> **DIRECTIONS**
Repeat only what runs from the line with "Locate an element" through the last line of the data below, both included, keeping every word as it is and leaving out the pictures.

Saved data entries:

-*-*-

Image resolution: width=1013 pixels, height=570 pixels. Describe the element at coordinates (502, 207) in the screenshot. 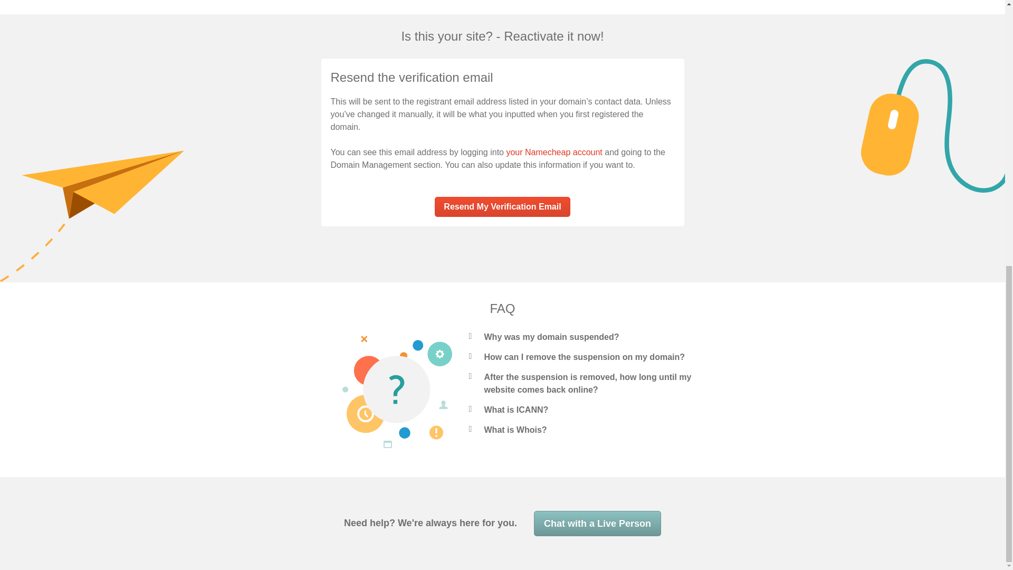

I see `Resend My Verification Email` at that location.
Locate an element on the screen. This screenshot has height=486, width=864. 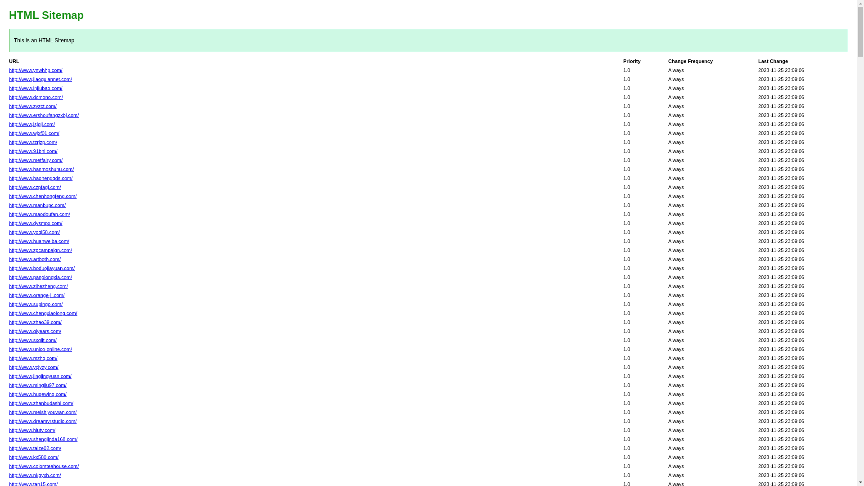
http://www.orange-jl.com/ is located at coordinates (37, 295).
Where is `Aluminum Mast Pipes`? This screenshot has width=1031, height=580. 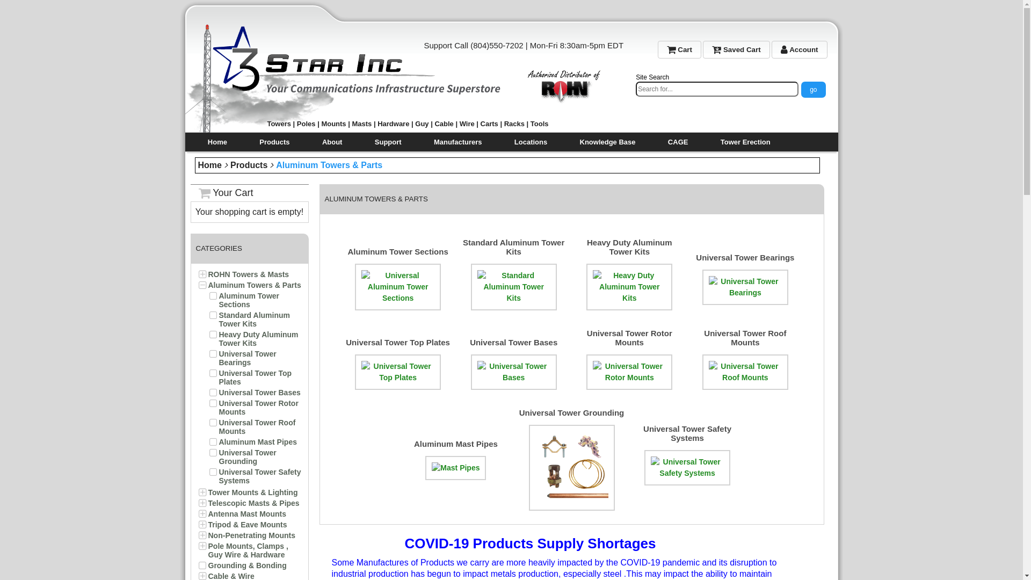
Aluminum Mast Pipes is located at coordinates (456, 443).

-*-*-

> **FINISHED TASK**
Locate an element on the screen. This screenshot has height=486, width=864. 
http://www.orange-jl.com/ is located at coordinates (37, 295).
Where is `Aluminum Mast Pipes`? This screenshot has width=1031, height=580. 
Aluminum Mast Pipes is located at coordinates (456, 443).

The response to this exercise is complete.